Fundamentals 9 min read

How to Correctly Create and Use BigDecimal in Java for Precise Calculations

BigDecimal provides precise arithmetic in Java, but its correct usage requires understanding its internal unscaled value and scale, avoiding the inaccurate BigDecimal(double) constructor, and preferring String or valueOf methods to accurately represent decimal numbers such as 0.1 in financial and e‑commerce applications.

Full-Stack Internet Architecture
Full-Stack Internet Architecture
Full-Stack Internet Architecture
How to Correctly Create and Use BigDecimal in Java for Precise Calculations

BigDecimal, part of java.math, is widely used for precise arithmetic, especially in financial, payment, and e‑commerce systems, because primitive floating‑point types like double cannot represent many decimal fractions exactly.

The article explains why double is imprecise: computers store numbers in binary, and many decimal fractions (e.g., 0.1) become infinite repeating binary fractions, leading to rounding errors as defined by the IEEE‑754 standard.

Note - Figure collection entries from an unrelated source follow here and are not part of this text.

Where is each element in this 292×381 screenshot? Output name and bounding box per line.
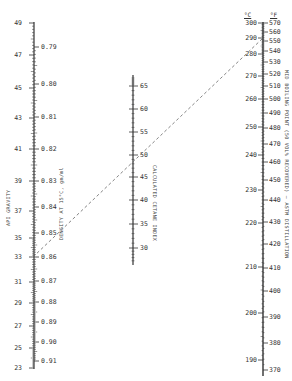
fahrenheit-tick-label: 410 <box>269 265 281 272</box>
fahrenheit-tick-label: 490 <box>269 110 281 117</box>
fahrenheit-tick-label: 450 <box>269 177 281 184</box>
api-gravity-tick-label: 23 <box>0 365 22 372</box>
cetane-index-title: CALCULATED CETANE INDEX <box>152 165 158 241</box>
density-tick-label: 0.91 <box>41 358 57 365</box>
api-gravity-tick-label: 39 <box>0 178 22 185</box>
example-dashed-line <box>33 38 263 257</box>
density-tick-label: 0.88 <box>41 299 57 306</box>
cetane-index-tick-label: 35 <box>140 221 148 228</box>
api-gravity-tick-label: 49 <box>0 20 22 27</box>
celsius-tick-label: 290 <box>235 35 257 42</box>
celsius-tick-label: 230 <box>235 187 257 194</box>
fahrenheit-tick-label: 550 <box>269 38 281 45</box>
density-tick-label: 0.84 <box>41 204 57 211</box>
fahrenheit-tick-label: 430 <box>269 219 281 226</box>
density-tick-label: 0.86 <box>41 254 57 261</box>
api-gravity-tick-label: 33 <box>0 254 22 261</box>
fahrenheit-tick-label: 400 <box>269 288 281 295</box>
density-tick-label: 0.80 <box>41 81 57 88</box>
cetane-index-tick-label: 65 <box>140 83 148 90</box>
fahrenheit-tick-label: 460 <box>269 159 281 166</box>
fahrenheit-tick-label: 370 <box>269 367 281 374</box>
api-gravity-tick-label: 37 <box>0 208 22 215</box>
fahrenheit-tick-label: 390 <box>269 314 281 321</box>
fahrenheit-tick-label: 570 <box>269 20 281 27</box>
fahrenheit-tick-label: 480 <box>269 125 281 132</box>
density-tick-label: 0.81 <box>41 114 57 121</box>
fahrenheit-unit-label: °F <box>270 11 277 18</box>
cetane-index-tick-label: 60 <box>140 106 148 113</box>
fahrenheit-tick-label: 560 <box>269 29 281 36</box>
fahrenheit-tick-label: 530 <box>269 59 281 66</box>
density-tick-label: 0.79 <box>41 44 57 51</box>
api-gravity-tick-label: 31 <box>0 279 22 286</box>
fahrenheit-tick-label: 470 <box>269 141 281 148</box>
api-gravity-tick-label: 25 <box>0 345 22 352</box>
cetane-index-tick-label: 40 <box>140 197 148 204</box>
density-tick-label: 0.89 <box>41 319 57 326</box>
api-gravity-title: API GRAVITY <box>5 190 11 226</box>
celsius-tick-label: 240 <box>235 152 257 159</box>
density-tick-label: 0.85 <box>41 230 57 237</box>
fahrenheit-tick-label: 380 <box>269 340 281 347</box>
celsius-tick-label: 270 <box>235 73 257 80</box>
cetane-index-tick-label: 45 <box>140 174 148 181</box>
celsius-tick-label: 210 <box>235 264 257 271</box>
celsius-tick-label: 200 <box>235 310 257 317</box>
fahrenheit-tick-label: 500 <box>269 96 281 103</box>
celsius-unit-label: °C <box>244 11 251 18</box>
cetane-index-tick-label: 50 <box>140 152 148 159</box>
fahrenheit-tick-label: 440 <box>269 197 281 204</box>
density-tick-label: 0.83 <box>41 178 57 185</box>
api-gravity-tick-label: 43 <box>0 115 22 122</box>
cetane-index-tick-label: 55 <box>140 129 148 136</box>
celsius-tick-label: 250 <box>235 124 257 131</box>
celsius-tick-label: 300 <box>235 20 257 27</box>
fahrenheit-tick-label: 520 <box>269 71 281 78</box>
celsius-tick-label: 190 <box>235 357 257 364</box>
celsius-tick-label: 220 <box>235 220 257 227</box>
api-gravity-tick-label: 41 <box>0 146 22 153</box>
density-tick-label: 0.87 <box>41 278 57 285</box>
api-gravity-tick-label: 47 <box>0 52 22 59</box>
fahrenheit-tick-label: 510 <box>269 83 281 90</box>
celsius-tick-label: 260 <box>235 96 257 103</box>
density-tick-label: 0.90 <box>41 339 57 346</box>
api-gravity-tick-label: 27 <box>0 323 22 330</box>
mid-boiling-title: MID BOILING POINT (50 VOL% RECOVERED) — … <box>284 70 290 259</box>
celsius-tick-label: 280 <box>235 51 257 58</box>
fahrenheit-tick-label: 420 <box>269 241 281 248</box>
fahrenheit-tick-label: 540 <box>269 48 281 55</box>
api-gravity-tick-label: 29 <box>0 300 22 307</box>
density-tick-label: 0.82 <box>41 146 57 153</box>
api-gravity-tick-label: 45 <box>0 85 22 92</box>
api-gravity-tick-label: 35 <box>0 235 22 242</box>
cetane-index-tick-label: 30 <box>140 245 148 252</box>
density-title: DENSITY AT 15°C, gm/ml <box>58 167 64 240</box>
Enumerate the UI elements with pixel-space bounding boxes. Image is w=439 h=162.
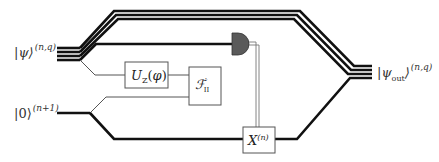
- psi-input-bundle: [57, 48, 80, 60]
- psi-out-ket-close: ⟩: [405, 65, 410, 80]
- x-output-wire: [275, 78, 372, 139]
- psi-out-subscript: out: [392, 74, 405, 83]
- psi-input-label: |ψ⟩(n,q): [14, 42, 56, 61]
- zero-ket: |0⟩: [14, 106, 32, 121]
- zero-superscript: (n+1): [33, 103, 59, 113]
- phase-wire: [80, 60, 125, 75]
- measured-wire: [80, 44, 232, 60]
- bypass-wire-2: [80, 15, 372, 70]
- psi-ket: |ψ⟩: [14, 45, 34, 60]
- gate-x: X(n): [243, 127, 275, 153]
- zero-input-label: |0⟩(n+1): [14, 103, 59, 122]
- psi-out-superscript: (n,q): [411, 62, 432, 72]
- bypass-wire-bundle: [80, 11, 372, 74]
- ancilla-thick-branch: [90, 113, 243, 139]
- svg-text:UZ(φ): UZ(φ): [131, 68, 167, 85]
- ancilla-thin-branch: [90, 97, 189, 113]
- classical-wire: [244, 42, 259, 127]
- psi-superscript: (n,q): [35, 42, 56, 52]
- gate-uz: UZ(φ): [125, 62, 168, 88]
- measurement-meter-icon: [232, 33, 249, 55]
- psi-out-label: |ψout⟩(n,q): [377, 62, 432, 83]
- circuit-diagram: UZ(φ) ℱ′II X(n): [0, 0, 439, 162]
- gate-fii: ℱ′II: [189, 67, 221, 105]
- psi-out-ket: |ψ: [377, 65, 392, 80]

BigDecimal achieves precision by representing a number as an unscaled integer value together with a scale (the number of digits to the right of the decimal point). The unscaled value may be stored in a long intCompact or a BigInteger intVal depending on its size.

Key fields of the class are:

private final BigInteger intVal;
private final int scale;
private final transient long intCompact;

The scale() method simply returns the scale field, indicating how many decimal places the number has (zero or positive) or, if negative, how many trailing zeros the value represents.

BigDecimal provides four constructors:

BigDecimal(int)
BigDecimal(double)
BigDecimal(long)
BigDecimal(String)

Using new BigDecimal(double) inherits the inaccuracy of the double argument; for example, new BigDecimal(0.1) actually stores 0.1000000000000000055511151231257827021181583404541015625.

Therefore, to create an exact decimal value, the article recommends using the String constructor or BigDecimal.valueOf(double) , which internally uses Double.toString to obtain a precise representation.

Example of the recommended approaches:

BigDecimal recommend1 = new BigDecimal("0.1");
BigDecimal recommend2 = BigDecimal.valueOf(0.1);

In summary, because binary floating‑point cannot precisely represent many decimal fractions, developers should avoid the BigDecimal(double) constructor and instead use the String constructor or valueOf to ensure accurate calculations.